Optimally restructuring distressed debt portfolios and eliminating the deadweight costs of foreclosure produce gains that can potentially benefit all parties in distressed loan markets: lenders, borrowers, and investors.
What’s Inside?
The authors address the challenge of distress in debt portfolios, which has increased proportionately in recent years. Optimizing the restructuring and portfolio construction of pools of distressed debt can eliminate the deadweight costs of default and result in gains large enough to be shared by the original lender, borrower, and investor. The authors develop a model for the pricing and optimal restructuring of loans that are underwater and thus at risk of borrower default because of unwillingness or inability to pay.
How Is This Research Useful to Practitioners?
Distressed holdings currently constitute a significant percentage of sovereign, corporate, and mortgage debt. Distressed debt suffers from concerns about liquidity default, in which the borrower is willing but unable to make payments on the loan, and strategic default, in which the borrower is solvent but chooses to walk away from the loan. The authors show that deleveraging by writing down debt is a key factor in the optimal restructuring of a distressed debt portfolio.
The gains from optimal restructuring are large enough to be attractive to institutional investors, such as hedge funds and private equity firms, which can buy and restructure distressed loans with the goal of earning favorable risk-adjusted returns. Furthermore, gains, albeit much smaller, in certainty-equivalent basis points can be achieved through diversification of distressed debt portfolios.
According to the authors’ model, the lender and the borrower also benefit from optimal restructuring. By having the principal of the debt written down, the borrower is more likely to be motivated to maintain the value of the underlying collateral, which means that the lender will gain as well. Because the gains from optimal restructuring are large and wide ranging, the authors posit that the general use of eminent domain to initiate restructuring may be a desirable means of clearing the securitization-induced logjam of distressed debt and bringing about market-wide change.
How Did the Authors Conduct This Research?
The authors use a tree-based model to price distressed debt, accommodating coupons and default risk. Default is accounted for by using a barrier function that considers incentive effects from shared appreciation and willingness to pay as well as other frictions. Restructuring approaches that are incorporated into the model include writing down the outstanding amount of the debt, reducing the interest rate on the loan, and swapping debt for an equity stake.
Given that an investor in distressed debt is aiming to enhance returns, the authors calculate the distribution of returns on unrestructured and restructured debt of a given maturity over the chosen horizon, usually shorter than the maturity of the original loan. They then examine the restructuring process for a single loan, determining the fair value of the loan before restructuring and computing the default probability and return distribution of the restructured loan. The authors compare those results with the unrestructured loan to filter out the benefits of the restructuring.
To compare the gains for an investor who is interested in higher-order moments and not just mean and variance, the authors examine the expected utility of an investor with constant relative risk aversion preferences for both minimally underwater and deeply underwater loans. They then convert the improvement in utility from loan restructuring into basis points by calculating the certainty equivalent between the return distributions of the base case loan and the restructured one.
Abstractor’s Viewpoint
The authors address a challenge that is pertinent in a variety of scenarios and make a strong case for the overall benefits of restructuring distressed debt along the lines that they describe. The main issue would seem to be how to put the ideas into practice. They consider the prospect of eminent domain as a possible solution to the current logjam—in which securitization cuts off investors from negotiating directly with borrowers—but acknowledge in the endnotes the arguments against that approach.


Would you restate every entry that follows, word for word, and leave out the pictures?

Segment Start: DATA TO EXAMINE

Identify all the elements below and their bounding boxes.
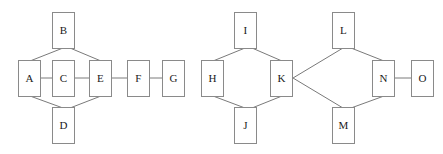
node-e[interactable]: E xyxy=(89,60,112,97)
node-n[interactable]: N xyxy=(372,60,395,97)
node-label-c: C xyxy=(60,73,68,84)
node-m[interactable]: M xyxy=(332,107,355,144)
edge-m-n xyxy=(351,96,384,108)
node-label-d: D xyxy=(59,120,67,131)
node-label-f: F xyxy=(135,73,141,84)
node-label-m: M xyxy=(339,120,349,131)
node-g[interactable]: G xyxy=(162,60,185,97)
node-f[interactable]: F xyxy=(127,60,150,97)
node-h[interactable]: H xyxy=(201,60,224,97)
edge-k-m xyxy=(293,78,343,108)
node-label-l: L xyxy=(340,25,347,36)
node-o[interactable]: O xyxy=(411,60,434,97)
node-i[interactable]: I xyxy=(234,12,257,49)
node-label-j: J xyxy=(243,120,247,131)
edge-k-l xyxy=(293,48,343,78)
node-label-o: O xyxy=(418,73,426,84)
node-l[interactable]: L xyxy=(332,12,355,49)
node-j[interactable]: J xyxy=(234,107,257,144)
node-label-k: K xyxy=(277,73,285,84)
node-d[interactable]: D xyxy=(52,107,75,144)
node-label-n: N xyxy=(379,73,387,84)
node-a[interactable]: A xyxy=(18,60,41,97)
node-b[interactable]: B xyxy=(52,12,75,49)
node-label-i: I xyxy=(244,25,248,36)
node-label-h: H xyxy=(208,73,216,84)
node-c[interactable]: C xyxy=(52,60,75,97)
node-label-b: B xyxy=(60,25,68,36)
diagram-canvas: ABCDEFGHIJKLMNO xyxy=(0,0,443,154)
node-label-e: E xyxy=(97,73,104,84)
node-label-a: A xyxy=(25,73,33,84)
node-label-g: G xyxy=(169,73,177,84)
node-k[interactable]: K xyxy=(270,60,293,97)
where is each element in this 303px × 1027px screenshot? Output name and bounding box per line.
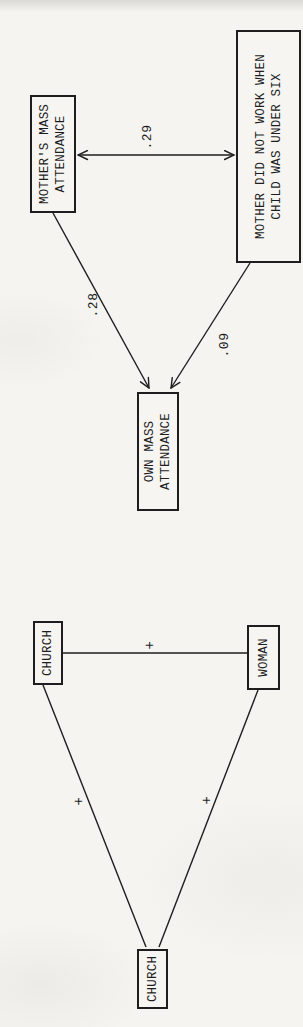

Segment End: DATA TO EXAMINE

REPLY →
Identify all the elements below and their bounding boxes.
node-e[interactable]: E xyxy=(89,60,112,97)
node-n[interactable]: N xyxy=(372,60,395,97)
node-label-c: C xyxy=(60,73,68,84)
node-m[interactable]: M xyxy=(332,107,355,144)
edge-m-n xyxy=(351,96,384,108)
node-label-d: D xyxy=(59,120,67,131)
node-label-f: F xyxy=(135,73,141,84)
node-label-m: M xyxy=(339,120,349,131)
node-g[interactable]: G xyxy=(162,60,185,97)
node-f[interactable]: F xyxy=(127,60,150,97)
node-h[interactable]: H xyxy=(201,60,224,97)
edge-k-m xyxy=(293,78,343,108)
node-label-l: L xyxy=(340,25,347,36)
node-o[interactable]: O xyxy=(411,60,434,97)
node-i[interactable]: I xyxy=(234,12,257,49)
node-label-j: J xyxy=(243,120,247,131)
edge-k-l xyxy=(293,48,343,78)
node-label-o: O xyxy=(418,73,426,84)
node-l[interactable]: L xyxy=(332,12,355,49)
node-j[interactable]: J xyxy=(234,107,257,144)
node-label-k: K xyxy=(277,73,285,84)
node-d[interactable]: D xyxy=(52,107,75,144)
node-label-n: N xyxy=(379,73,387,84)
node-a[interactable]: A xyxy=(18,60,41,97)
node-b[interactable]: B xyxy=(52,12,75,49)
node-label-i: I xyxy=(244,25,248,36)
node-label-h: H xyxy=(208,73,216,84)
node-c[interactable]: C xyxy=(52,60,75,97)
node-label-b: B xyxy=(60,25,68,36)
diagram-canvas: ABCDEFGHIJKLMNO xyxy=(0,0,443,154)
node-label-e: E xyxy=(97,73,104,84)
node-label-a: A xyxy=(25,73,33,84)
node-label-g: G xyxy=(169,73,177,84)
node-k[interactable]: K xyxy=(270,60,293,97)
where is each element in this 303px × 1027px screenshot? Output name and bounding box per line.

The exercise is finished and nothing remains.